COLUMN-Copper stocks battle resumes, but the real action is elsewhere: Andy Home

(Repeats with no changes. The opinions expressed here are those of the author, a columnist for Reuters)

* LME Copper Stock Arrivals: http://tmsnrt.rs/2EqkQ5i

* LME Copper Stocks: http://tmsnrt.rs/2EnQu3F

By Andy Home

LONDON, Jan 30 (Reuters) - You don't get much market bang for 100,000 tonnes of copper these days.

Or 101,725 tonnes to be precise, which is the amount of metal that was dumped into the London Metal Exchange (LME) warehouse network over just four days last week.

LME copper had closed the previous week at $7,041 per tonne and, after surviving a Tuesday swoon to $6,885, it closed last Friday at $7,085.

True, the bear attack was partly thwarted by U.S. Treasury Secretary Steven Mnuchin's ambivalent comments on the dollar, which went into its own tailspin, lifting the whole commodity complex.

But the LME "Street" seemed to have seen this copper surge coming.

And the rest of us have seen it all before anyway.

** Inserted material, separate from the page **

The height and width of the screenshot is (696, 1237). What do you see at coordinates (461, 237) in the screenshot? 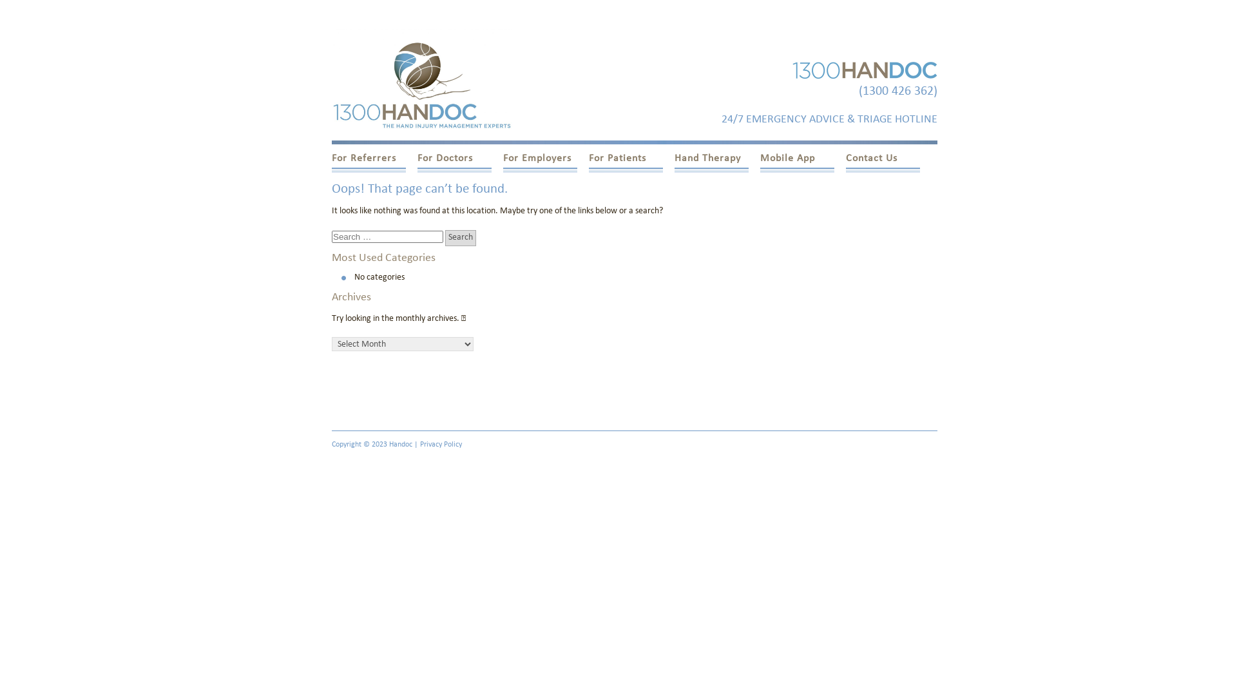
I see `Search` at bounding box center [461, 237].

Last week's stocks dump was the sixth such LME "arrivals event" in the space of 14 months.

The bull-bear physical arm-wrestling match resumes, it seems.

However, the noise of combat in the LME copper stocks arena is drowning out an ever more significant shift in global inventory distribution.

There are now 113,098 tonnes of copper sitting in CME-registered warehouses in Salt Lake City in Utah.

It's a curious place for so much copper to be stored but one with major potential consequences.

Graphic on LME copper stock arrivals:

http://tmsnrt.rs/2EqkQ5i

Graphic on LME copper stocks:

http://tmsnrt.rs/2EnQu3F

SIGNAL FAILURE

Human nature being what it is, it's always tempting to try and explain such a change in visible inventory with reference to some equally dramatic shift in market dynamics.

But before you do, check out a chart of headline LME copper stocks over the last two years. The latest injection of physical metal is but the latest addition to a violent zig-zag pattern.

The six "arrival events" since December 2016 have all been super-charged inflows of copper to the LME system concentrated into the space of just a few days.

This one was little different from the others with most of the tonnage hitting the same Asian and Dutch locations as before.

And the Street was quick to see it for what it was, one broker warning clients after Monday's first hit of "a planned market play" involving around 100,000 tonnes of warrantings and a tranche of put options.

Based on the price evidence, the bull seems to have held his ground, albeit with considerable assistance from the U.S. Treasury Secretary.

And if past form holds, expect the bull to do what he has done every time in the past, namely buy all the newly delivered metal, cancel it and ship it, most likely to China.